The Food and Drug Administration is considering a rule change that would cut back on how often dietary supplement warnings must appear on packaging, a move experts say could make them easier to miss.
Unlike prescription drugs, the FDA doesn’t review dietary supplements for safety and effectiveness before they hit the market.
A 1994 federal law requires supplement companies to include a disclaimer when they make health claims like “supports immune health” or “promotes heart health” or better memory. According to the law, next to promises about benefits, the packaging must display in boldface type: “This statement has not been evaluated by the Food and Drug Administration. This product is not intended to diagnose, treat, cure, or prevent any disease.”
In a letter to supplement makers dated Thursday, Kyle Diamantas, the head of the FDA’s food division, said the possible proposal would still require companies to include the disclaimer on their products at least once, but it would no longer require it to be repeated every time a health claim appears.
Diamantas said that the agency has rarely enforced the existing rule and that the change would cut down on label clutter and costs.
He didn’t say when the rule change could take effect, but said the FDA wouldn’t enforce the existing requirement while it reviews the policy.
“If FDA does not identify significant concerns as we continue our review of the available data and information regarding this request, we are likely to propose a rule to amend this requirement,” Diamantas wrote in the letter.
More than three-quarters of Americans take at least one supplement, botanical, mineral or vitamin, according to the FDA. As many as 100,000 supplement products are sold in stores or online in the U.S.
Dr. Pieter Cohen, an associate professor of medicine at Harvard Medical School, said the FDA’s move could be the first step toward making already weak supplement warnings even weaker.
“Then you start saying things like, ‘We only need it on the actual bottle,’” Cohen said. “Then you say, ‘It only needs to be on the back.’ Then you let the print get smaller.”
In a statement, Andrew Nixon, a spokesperson for the Department of Health and Human Services, which oversees the FDA, said the change wouldn’t make it harder for consumers to notice the warning, adding that “a growing number of Americans are paying closer to attention to product labels.”
Dietary supplements are popular among figures tied to the Make America Healthy Again movement. Dr. Mehmet Oz, the administrator of the Centers for Medicare and Medicaid Services, was criticized during his confirmation hearing in March for previously promoting supplements he described as a “magic weight loss cure” or a “miracle in a bottle.”
Health Secretary Robert F. Kennedy Jr., who has stated he takes a wide range of supplements himself, said the Trump administration would move to free Americans from what he called the FDA’s “aggressive suppression” of vitamins and dietary supplements.
Scott Gottlieb, a former FDA commissioner, said he wasn’t sure what it meant for consumers but a rule change means supplement makers wouldn’t have to make the disclaimers as prominent, possibly making them easier to miss.
Cohen countered that because dietary supplements aren’t reviewed before they’re sold, the products can contain different amounts of ingredients than what’s listed on the label — or ingredients not listed at all.
A 2023 paper by Cohen published in the Journal of the American Medical Association found that nearly 9 out of 10 melatonin gummy brands were inaccurately labeled.
“This further undermines the ability of consumers to understand the true health effects,” Cohen said.
Steve Mister, the president and CEO of the Council for Responsible Nutrition, a trade group for the supplement industry, said in a statement the group “welcomed” the FDA’s clarification on warning labels.
The group previously told the FDA that a single disclaimer on a supplement’s label — linked to health claims with an asterisk or similar symbol — is enough to inform people and meet the federal law’s intent.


How to complete this task: Output what the records say, word for word, with no images.

Referring expression grounding data:
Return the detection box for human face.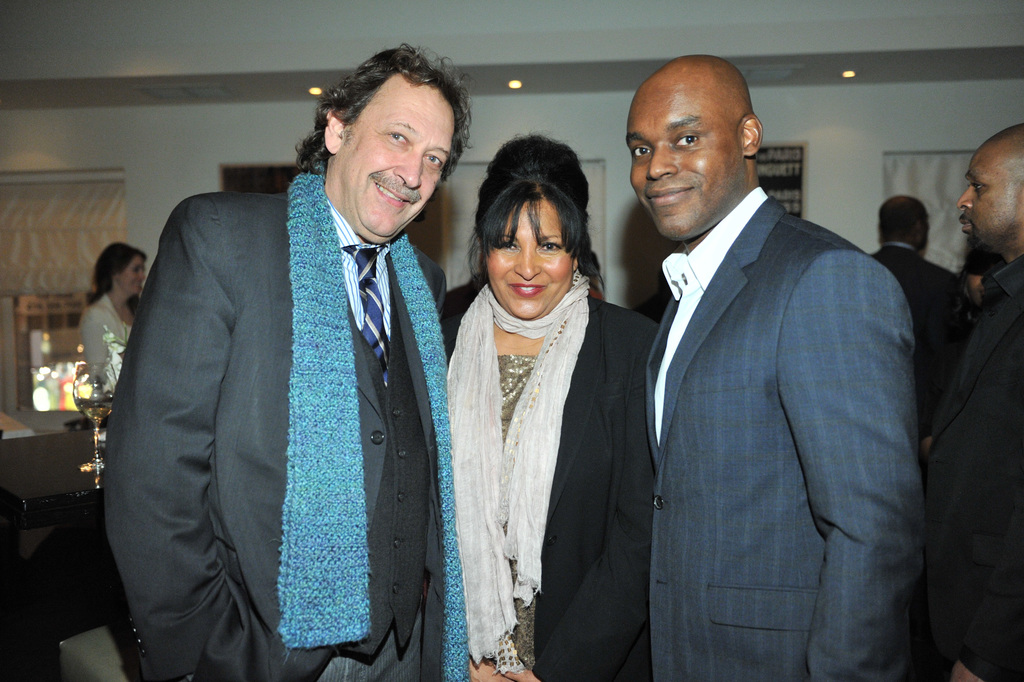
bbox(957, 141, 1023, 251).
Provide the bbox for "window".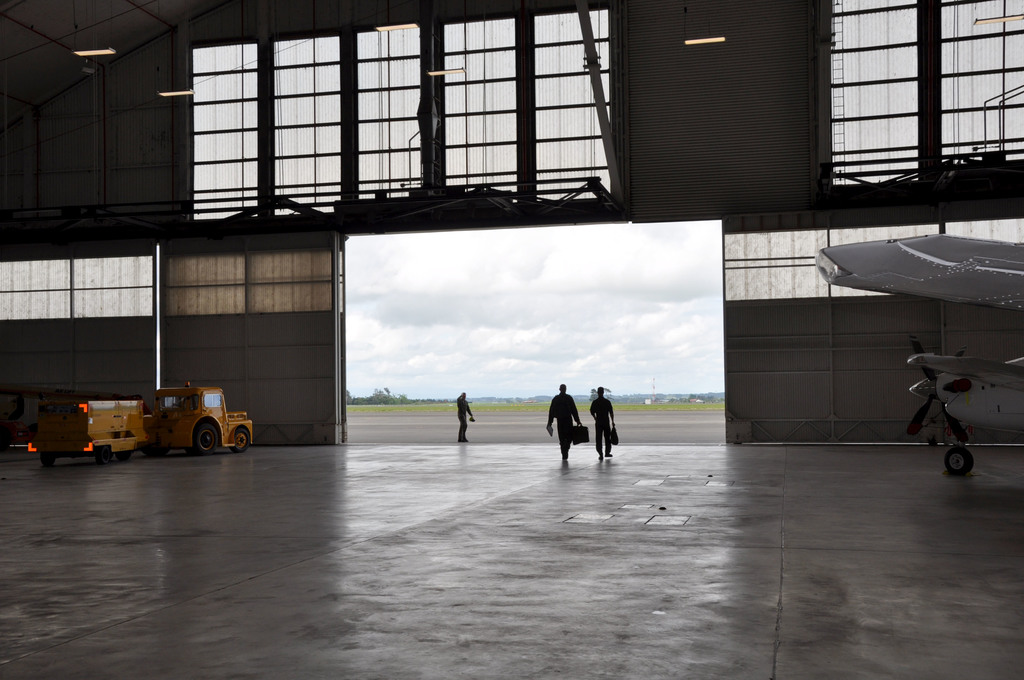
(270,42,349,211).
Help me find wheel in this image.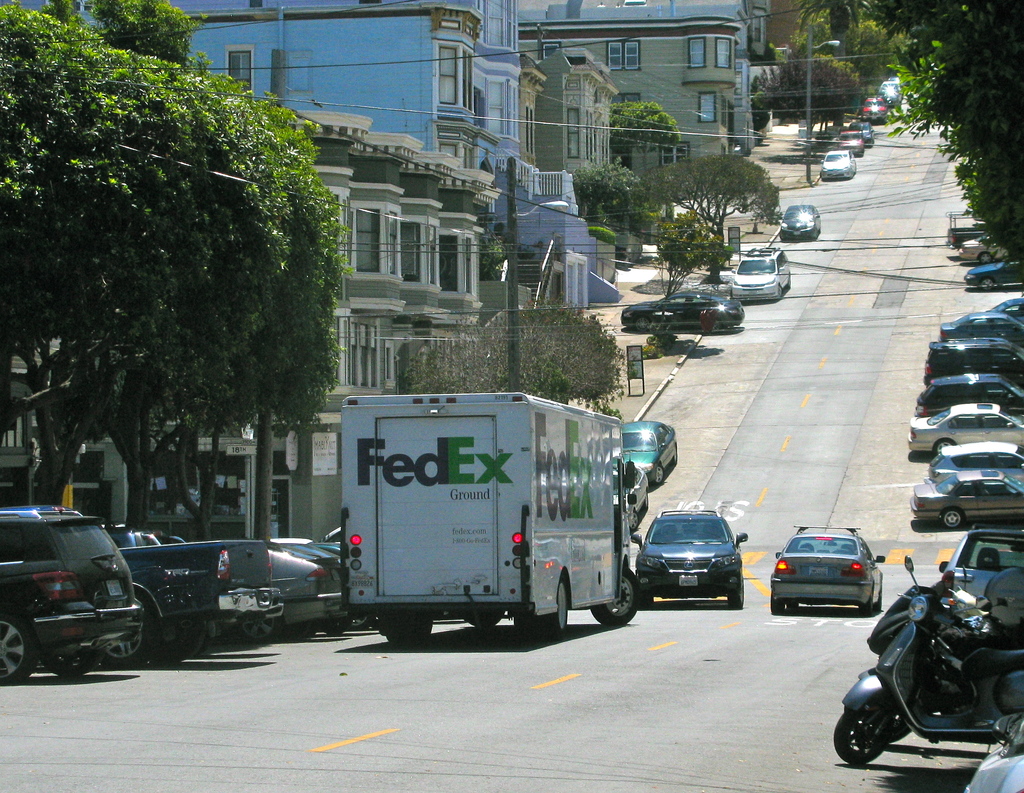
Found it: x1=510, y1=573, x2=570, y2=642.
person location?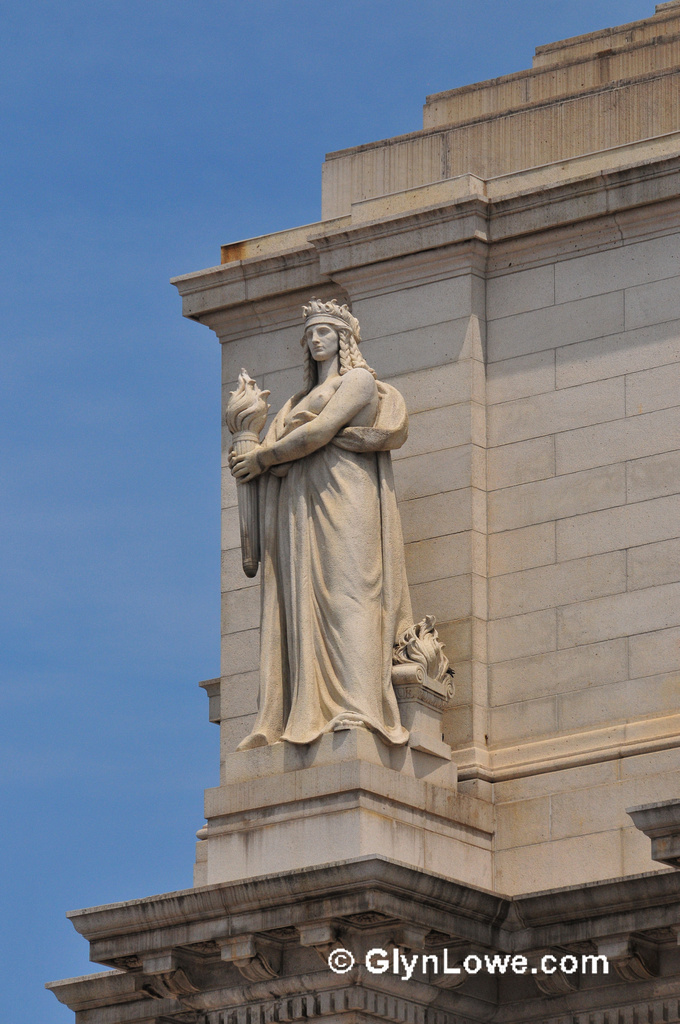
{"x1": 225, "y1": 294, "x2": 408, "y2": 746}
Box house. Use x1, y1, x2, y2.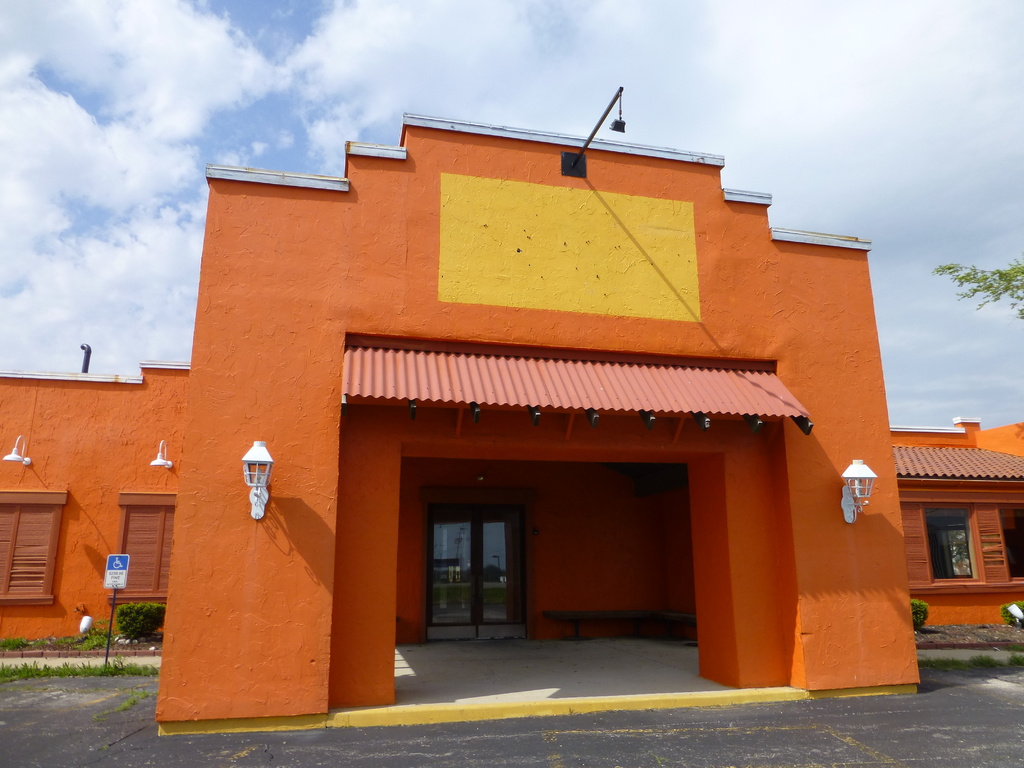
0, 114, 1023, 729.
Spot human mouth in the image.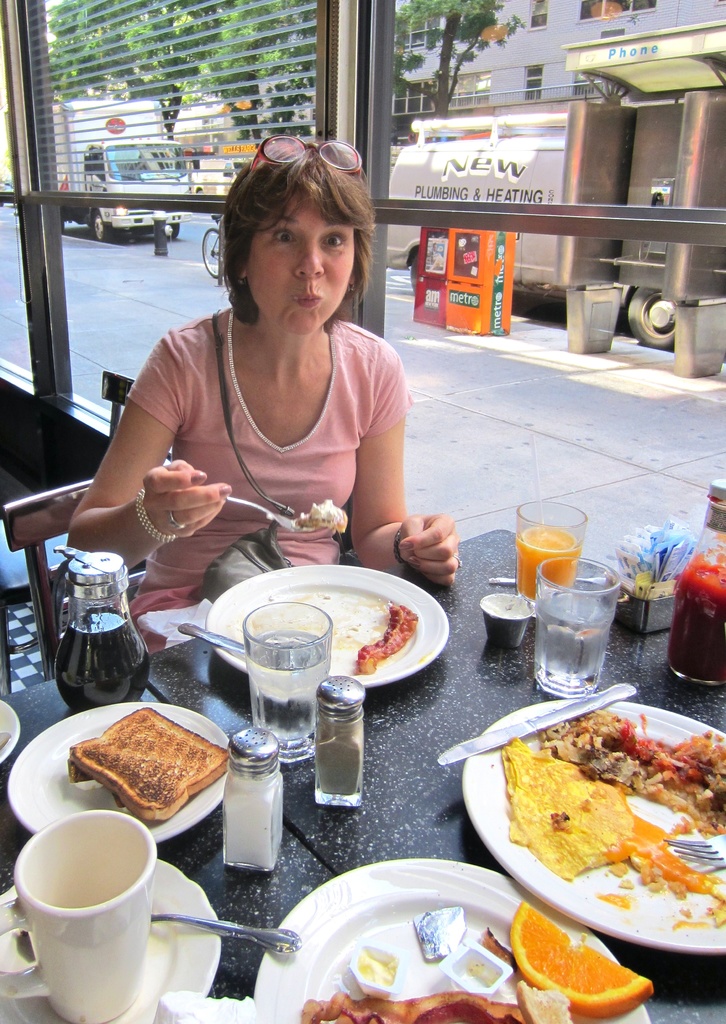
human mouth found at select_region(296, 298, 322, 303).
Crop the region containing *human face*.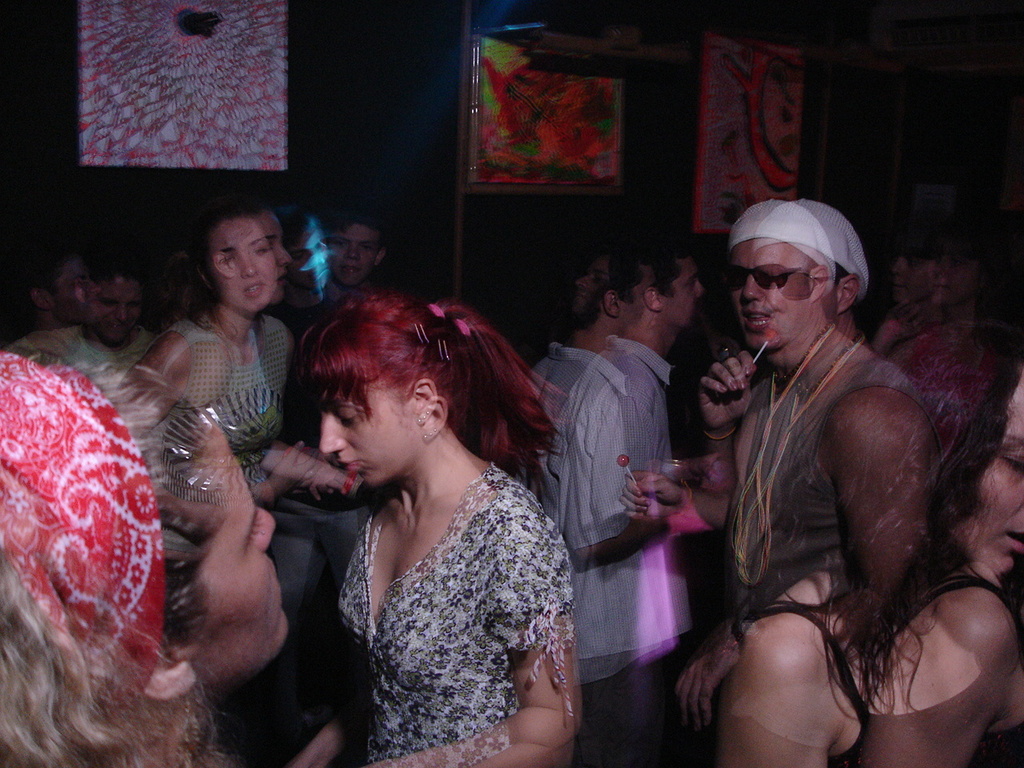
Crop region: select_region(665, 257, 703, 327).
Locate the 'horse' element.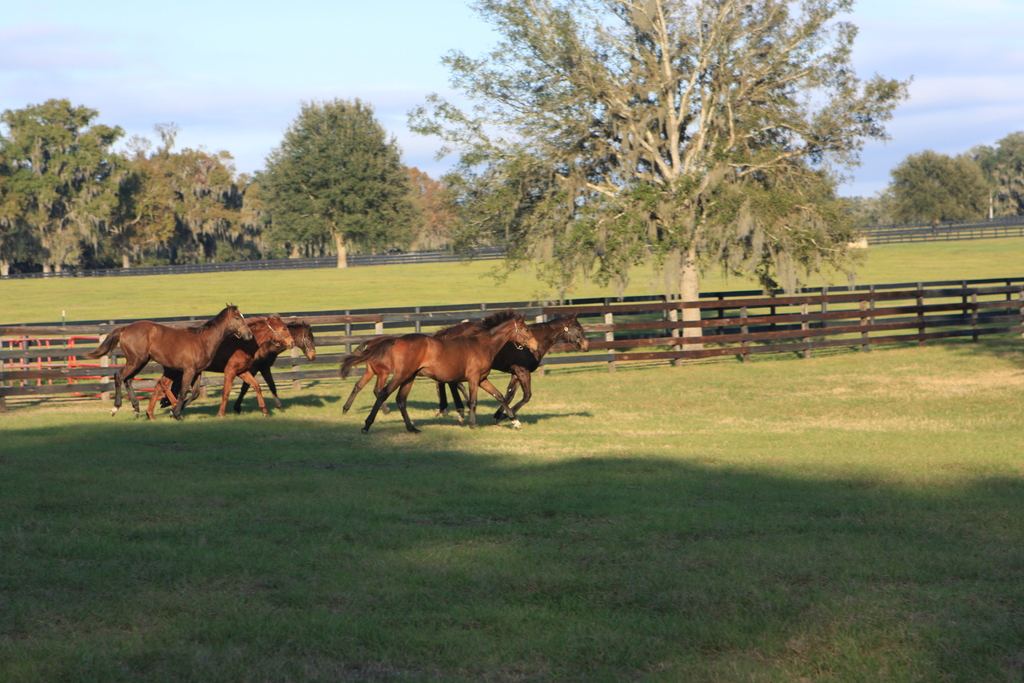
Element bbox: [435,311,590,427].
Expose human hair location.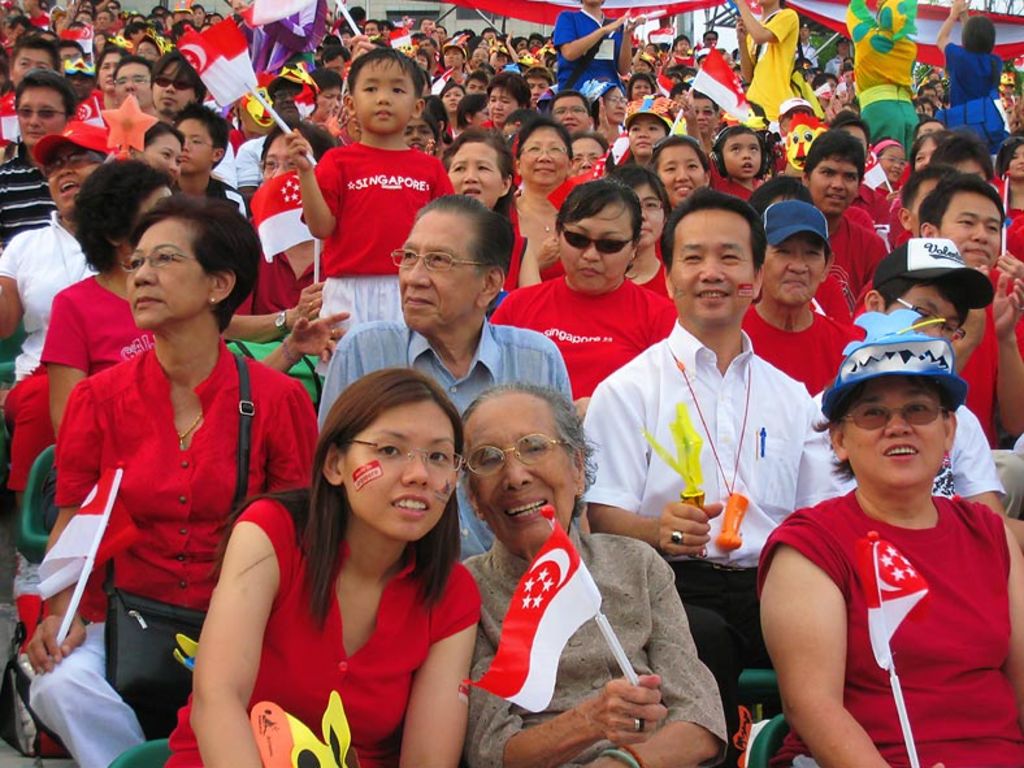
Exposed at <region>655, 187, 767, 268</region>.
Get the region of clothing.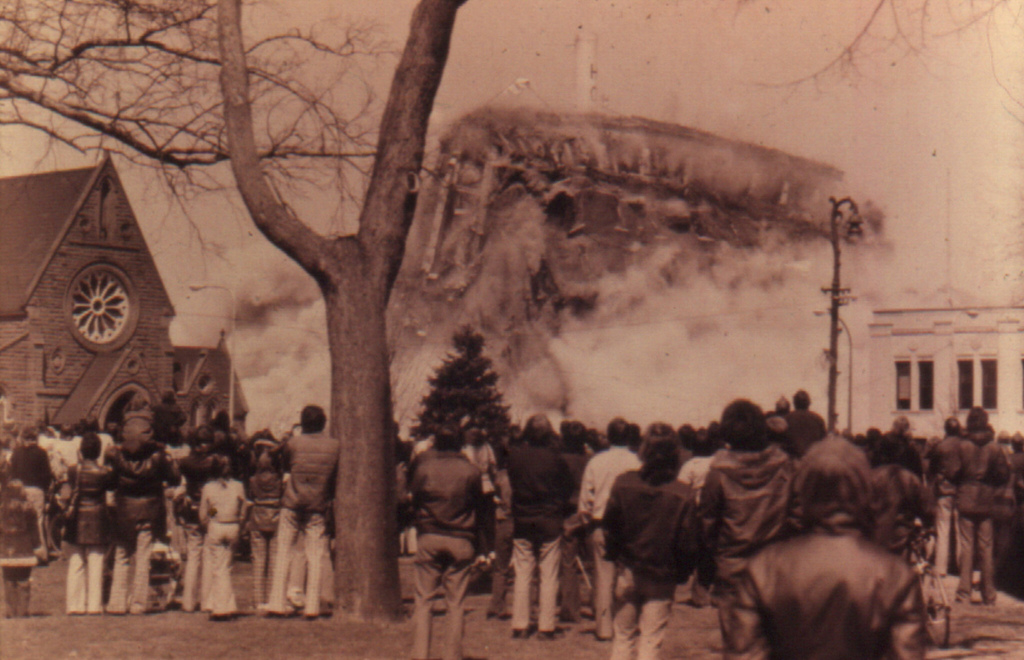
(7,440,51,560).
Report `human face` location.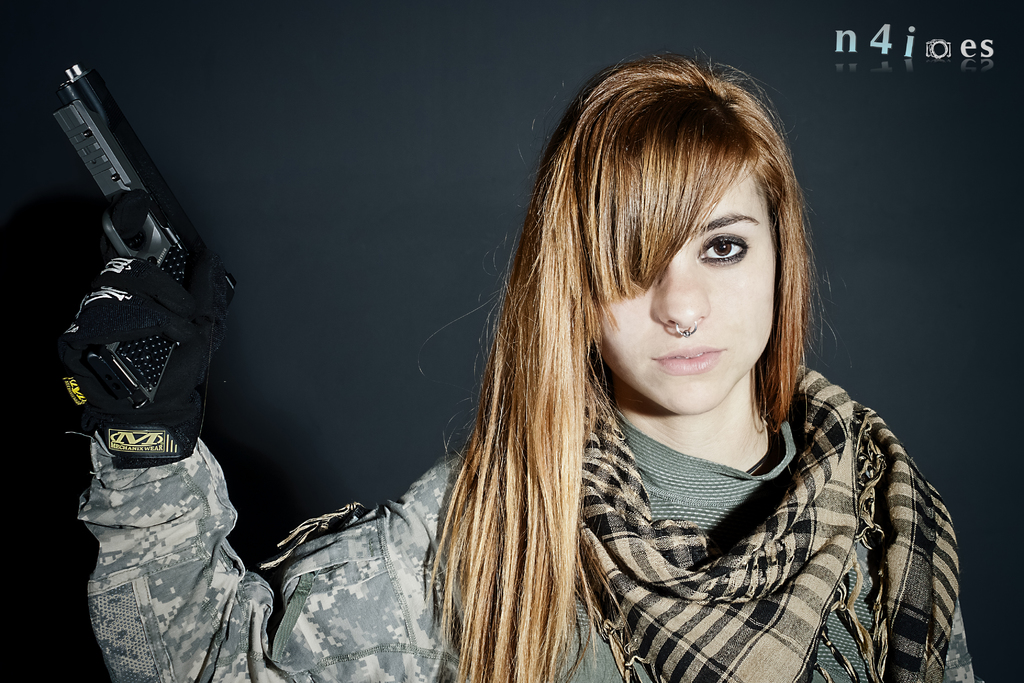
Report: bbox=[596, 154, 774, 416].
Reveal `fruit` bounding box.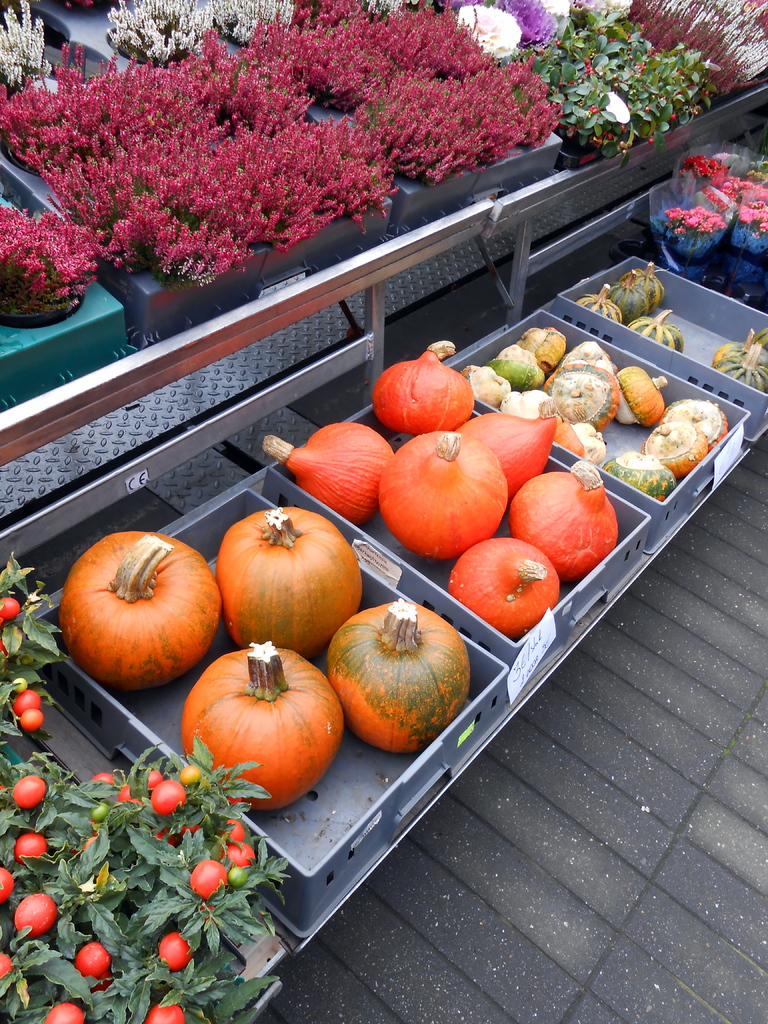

Completed exercise:
Return the detection box for human face.
bbox(957, 141, 1023, 251).
Provide the bbox for "window".
(270,42,349,211).
Help me find wheel in this image.
Found it: x1=510, y1=573, x2=570, y2=642.
person location?
{"x1": 225, "y1": 294, "x2": 408, "y2": 746}
Box house. Use x1, y1, x2, y2.
0, 114, 1023, 729.
Spot human mouth in the image.
human mouth found at select_region(296, 298, 322, 303).
Crop the region containing *human face*.
Crop region: select_region(665, 257, 703, 327).
Locate the 'horse' element.
Element bbox: [435,311,590,427].
Expose human hair location.
Exposed at <region>655, 187, 767, 268</region>.
Get the region of clothing.
(7,440,51,560).
Report `human face` location.
Report: bbox=[596, 154, 774, 416].
Reveal `fruit` bounding box.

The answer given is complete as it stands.